Utilities want faster policy making / OECD urges more climate efforts
Clean Energy Wire
Germany’s government has fallen behind in the transformation of the energy industry triggered by the energy transition, and must now speed up its policy making processes to support the sector in reaching emissions reduction goals, the managing director of the utility association BDEW, Stefan Kapferer, told the group’s annual conference in Berlin. “We are at a standstill, and we cannot afford this,” Kapferer said about Chancellor Angela Merkel’s new government.
By now, industry, rather than the government, has become the main driver of the energy transition, including the exit from coal-fired power generation, Kapferer added. “The industry has already entered the path towards reducing its coal use; this process is well underway.” BDEW’s new president, Marie-Luise Wolff, told the Frankfurter Allgemeine Zeitung newspaper that the coal exit must not come too late for the country to reach its 2030 climate goals.
Read the full article here.
Organisation for Economic Co-operation and Development (OECD)
The Organisation for Economic Co-operation and Development (OECD), a global organisation of 35 developed and emerging countries, has urged Germany to adopt further measures to reach its climate targets. “Additional policies are needed to meet even the near-term targets,” the OECD said in its ‘Economic Survey of Germany’. “It is important to meet targets on time as the credibility of climate policy is critical in view of the long-term nature of the climate challenge.” Germany could still do justice to its ambitions with a rapid coal exit, according to the OECD. “Phasing out coal-fired energy generation has among the lowest CO2 emission abatement costs and would enable Germany to meet its 2020 target.” The organisation also criticised that “the transportation sector lacks an overarching policy strategy.”
Find the OECD report in English here.
Süddeutsche Zeitung
The German government’s ‘Climate Protection Report’ is a “testimony of failure,” writes Michael Bauchmüller in a commentary for the Süddeutsche Zeitung. “The truth is that this government no longer dares to pursue a serious climate policy. […] It appears that Germany is ruled by a club of procrastinators who have lost all courage when it comes to climate protection,” Bauchmüller writes with reference to economy and energy minister Peter Altmaier and transport minister Andreas Scheuer. He argues that this attitude does not do justice to the German industry, which has a huge innovative potential, but needs the right policy incentives.
Read the commentary in German here.
Find plenty of background on the Climate Protection Report in the article Germany on track to widely miss 2020 climate target - government
Zeit Online
Daimler’s use of illegal software to manipulate car emissions is even more outrageous than VW’s, writes Matthias Breitinger in a commentary for Zeit Online. This is because Daimler had insisted for years that it did not cheat, and also because the government still does not want to fine the company. “This is unacceptable. The carmakers must take responsibility for their deeds, and be punished,” writes Breitinger. “The case of Daimler has shown once again that the government is not really interested in clearing up the emissions scandal.”
Read the commentary in German here.
For background, read the factsheet Reluctant Daimler plans “radical” push into new mobility world and the dossier BMW, Daimler, and VW vow to fight in green transport revolution.
Tagesspiegel
The planners of future grid extensions in Germany must pay more attention to new technologies, according to grid operator Tennet. The company’s CEO, Lex Hartmann, said that the increasing digitalisation of power grids could replace the construction of thousands of kilometres of power lines after 2030, reports Jakob Schlandt in the Tagesspiegel. But the German Federal Network Agency (BNetzA) told the newspaper that the plans have already taken into account “all realistic innovations.”
Find a Tennet press release in German here.
For background, read the dossier The energy transition and Germany’s power grid.
dpa
German environment minister Svenja Schulze has joined her counterparts from Austria and Luxembourg in a call for an end to financial support for new nuclear power plants in the European Union, according to a dpa newswire report carried by Handelsblatt. The three ministers jointly call on the European Commission to take into greater consideration the positions of countries that either do not use nuclear energy, or are in the process of stopping its use. Germany’s nuclear phase-out is scheduled to be completed by 2022. In its coalition agreement, the German government had already affirmed its opposition to EU financing for new nuclear power plants.
Read the article in German here.
For background, read the dossier The challenges of Germany’s nuclear phase-out.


» WHAT YOU ARE ASKED TO DO
An exact reproduction of the records is required, with all images left out.

App and web page records:
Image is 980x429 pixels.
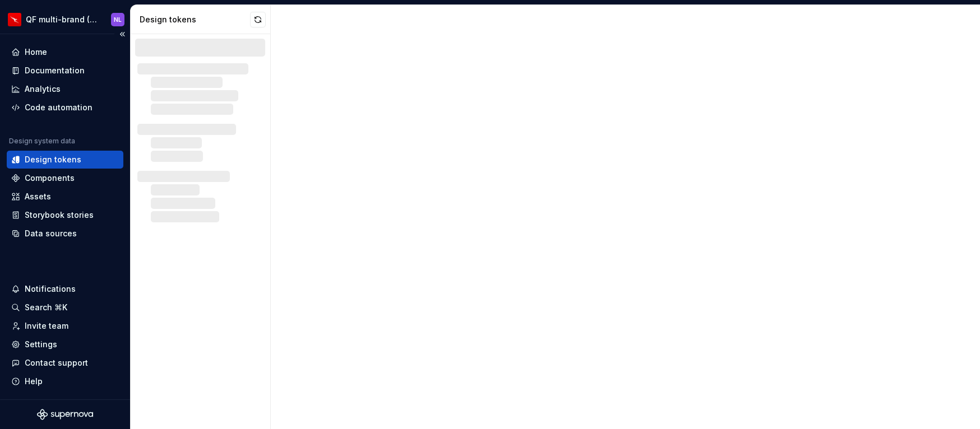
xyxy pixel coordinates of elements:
a: Storybook stories [7,206,123,224]
div: NL [114,15,122,24]
div: Analytics [25,84,61,95]
div: Components [25,173,75,184]
svg: Supernova Logo [37,409,93,420]
div: Assets [25,191,51,202]
div: Documentation [25,65,85,76]
div: Invite team [25,321,68,332]
a: Components [7,169,123,187]
div: Design tokens [25,154,82,165]
div: Search ⌘K [25,302,67,313]
a: Design tokens [7,151,123,169]
button: Notifications [7,280,123,298]
div: Settings [25,339,57,350]
a: Documentation [7,62,123,80]
div: Storybook stories [25,210,94,221]
div: Design system data [9,137,75,146]
a: Data sources [7,225,123,243]
div: Code automation [25,102,92,113]
img: 6b187050-a3ed-48aa-8485-808e17fcee26.png [8,13,21,27]
a: Settings [7,336,123,354]
div: Design tokens [140,14,250,26]
div: Help [25,376,43,387]
a: Home [7,43,123,61]
a: Analytics [7,80,123,98]
div: Home [25,47,47,58]
div: QF multi-brand (Test) [26,14,98,26]
div: Notifications [25,284,76,295]
button: Contact support [7,354,123,372]
a: Invite team [7,317,123,335]
button: QF multi-brand (Test)NL [2,8,128,31]
a: Code automation [7,99,123,117]
div: Data sources [25,228,77,239]
a: Assets [7,188,123,206]
button: Search ⌘K [7,299,123,317]
button: Help [7,373,123,391]
div: Contact support [25,358,88,369]
button: Collapse sidebar [114,27,130,42]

» RESPONSE TO THIS EXERCISE
Image is 980x429 pixels.
xyxy pixel coordinates of elements:
a: Storybook stories [7,206,123,224]
div: NL [114,15,122,24]
div: Analytics [25,84,61,95]
div: Components [25,173,75,184]
svg: Supernova Logo [37,409,93,420]
div: Assets [25,191,51,202]
div: Documentation [25,65,85,76]
div: Invite team [25,321,68,332]
a: Components [7,169,123,187]
div: Design tokens [25,154,82,165]
div: Search ⌘K [25,302,67,313]
a: Design tokens [7,151,123,169]
button: Notifications [7,280,123,298]
div: Settings [25,339,57,350]
a: Documentation [7,62,123,80]
div: Storybook stories [25,210,94,221]
div: Design system data [9,137,75,146]
a: Data sources [7,225,123,243]
div: Code automation [25,102,92,113]
img: 6b187050-a3ed-48aa-8485-808e17fcee26.png [8,13,21,27]
a: Settings [7,336,123,354]
div: Design tokens [140,14,250,26]
div: Help [25,376,43,387]
a: Home [7,43,123,61]
a: Analytics [7,80,123,98]
div: Home [25,47,47,58]
div: QF multi-brand (Test) [26,14,98,26]
div: Notifications [25,284,76,295]
button: Contact support [7,354,123,372]
a: Invite team [7,317,123,335]
button: QF multi-brand (Test)NL [2,8,128,31]
a: Code automation [7,99,123,117]
div: Data sources [25,228,77,239]
a: Assets [7,188,123,206]
button: Search ⌘K [7,299,123,317]
button: Help [7,373,123,391]
div: Contact support [25,358,88,369]
button: Collapse sidebar [114,27,130,42]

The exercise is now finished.